Attention Score in Context

This research output has an Altmetric Attention Score of 6. This is our high-level measure of the quality and quantity of online attention that it has received. This Attention Score, as well as the ranking and number of research outputs shown below, was calculated when the research output was last mentioned on 05 January 2020.
All research outputs
#6,904,299
of 26,396,170 outputs
Outputs from Frontiers in Psychology
#9,907
of 35,311 outputs
Outputs of similar age
#66,225
of 294,549 outputs
Outputs of similar age from Frontiers in Psychology
#373
of 967 outputs
Altmetric has tracked 26,396,170 research outputs across all sources so far. This one has received more attention than most of these and is in the 73rd percentile.

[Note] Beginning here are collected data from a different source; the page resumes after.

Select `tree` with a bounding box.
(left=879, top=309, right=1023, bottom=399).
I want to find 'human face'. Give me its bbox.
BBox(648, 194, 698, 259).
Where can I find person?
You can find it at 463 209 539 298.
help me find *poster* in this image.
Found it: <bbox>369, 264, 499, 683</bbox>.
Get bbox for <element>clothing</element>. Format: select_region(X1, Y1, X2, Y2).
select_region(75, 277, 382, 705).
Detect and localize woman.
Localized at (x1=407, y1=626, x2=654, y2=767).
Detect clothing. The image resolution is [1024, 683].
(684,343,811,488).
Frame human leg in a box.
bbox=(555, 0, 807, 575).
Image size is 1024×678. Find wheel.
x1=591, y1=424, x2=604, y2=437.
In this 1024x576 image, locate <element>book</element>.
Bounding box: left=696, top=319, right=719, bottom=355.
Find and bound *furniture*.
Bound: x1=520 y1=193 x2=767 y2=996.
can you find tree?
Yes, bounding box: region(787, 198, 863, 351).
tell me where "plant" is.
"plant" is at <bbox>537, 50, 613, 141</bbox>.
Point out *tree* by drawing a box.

So far Altmetric has tracked 35,311 research outputs from this source. They typically receive a lot more attention than average, with a mean Attention Score of 13.8. This one has gotten more attention than average, scoring higher than 71% of its peers.
Older research outputs will score higher simply because they've had more time to accumulate mentions. To account for age we can compare this Altmetric Attention Score to the 294,549 tracked outputs that were published within six weeks on either side of this one in any source. This one has done well, scoring higher than 77% of its contemporaries.
We're also able to compare this research output to 967 others from the same source and published within six weeks on either side of this one. This one has gotten more attention than average, scoring higher than 61% of its contemporaries.